If you have it installed, Jenkins will tell you. It's just not available for installation.
https://github.com/jenkins-infra/update-center2/blob/55f6a4370e090b25cf359c0773a60c1939e8253f/resources/deprecations.properties#L129 creates a deprecation notice with a link to the issue. There could be better docs but by the time we did this it had been deprecated in docs for well over a year.
In this case, there's no indication in the Update Center/ pluginManager why it's no longer available AND there's no indication in GitHub there's anything wrong by policy or vulnerability.
Good point. At the time we removed it, I hoped it would be temporary, so didn't add a label that would inform existing users. This is a simple oversight that can easily be addressed with a PR to update-center2.

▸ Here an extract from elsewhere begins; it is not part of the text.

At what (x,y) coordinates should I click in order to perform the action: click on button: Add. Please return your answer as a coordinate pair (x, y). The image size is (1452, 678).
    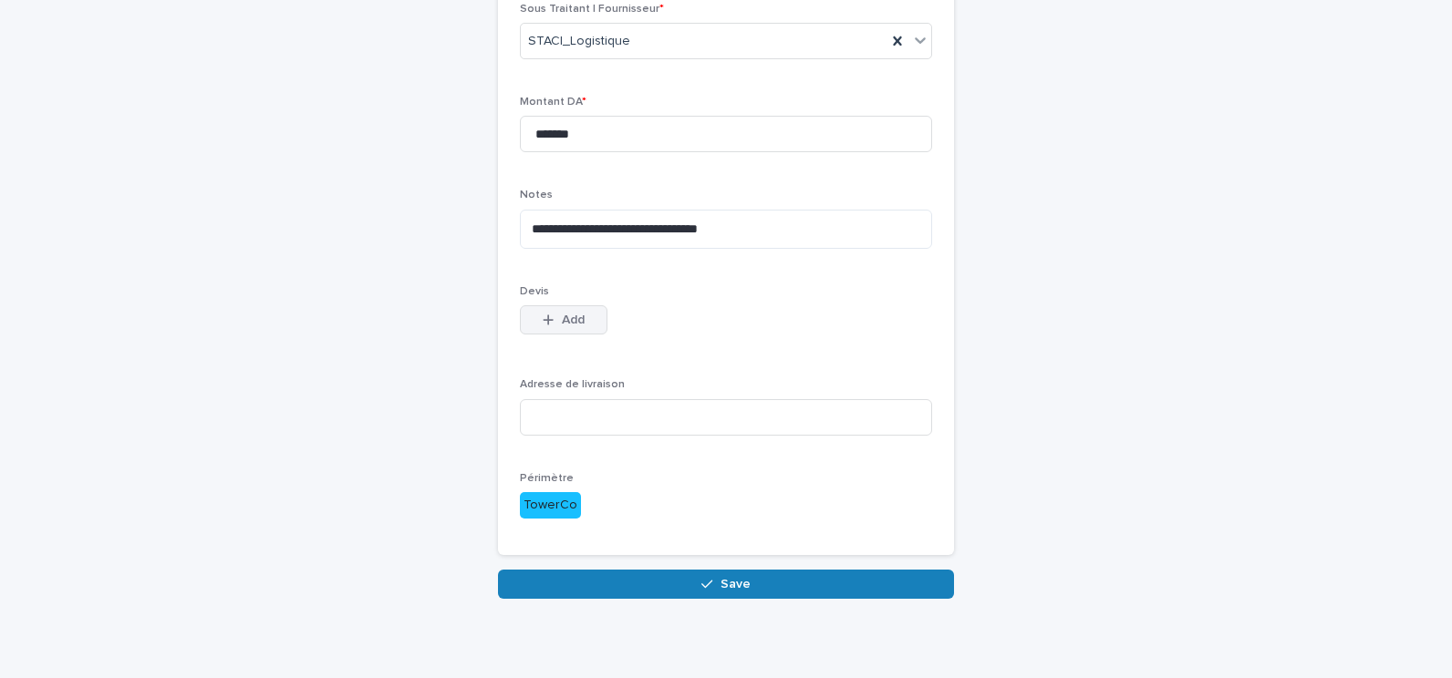
    Looking at the image, I should click on (563, 320).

The banner could be a useful mechanism to warn existing plugin users of the license violation (which may impact their continued use).
As above, we have ways to inform existing users, it's just new users (and that includes renewed users, e.g. in ephemeral Jenkins setups) that have a harder time figuring out what happened. As deprecation metadata is served through the usual means, this is an RFE to whatever the plugin management tool of choice is.
a banner similar to UNAVAILABLE
Possible by iterating over over each entry in deprecations/security warnings and creating placeholders for the plugin IDs, but the code underlying the update center is a bit of a mess, plus we don't have any metadata right now other than plugin ID. Additionally we've had plenty negative feedback to "UNAVAILABLE", indicating it's confusing, so I'm not sure this is a great choice.
TBH with the plugin site showing placeholders for plugins that are no longer being distributed, I'm not sure we need a solution inside Jenkins. I Would hold that off for a bit.
Security warnings and deprecation warnings are already served separately, which allows Jenkins to show these even for plugins no longer distributed, so this doesn't apply.
Note that all the changes to the plugin site needed in my proposal would be to point to a different JSON file. Obviously it would be good to indicate a plugin is no longer being distributed, or we're just replacing one cause for confusion ("Why is this mentioned somewhere but not on the plugin site?") for another ("Why is this listed on the plugin site but not accessible in Jenkins?").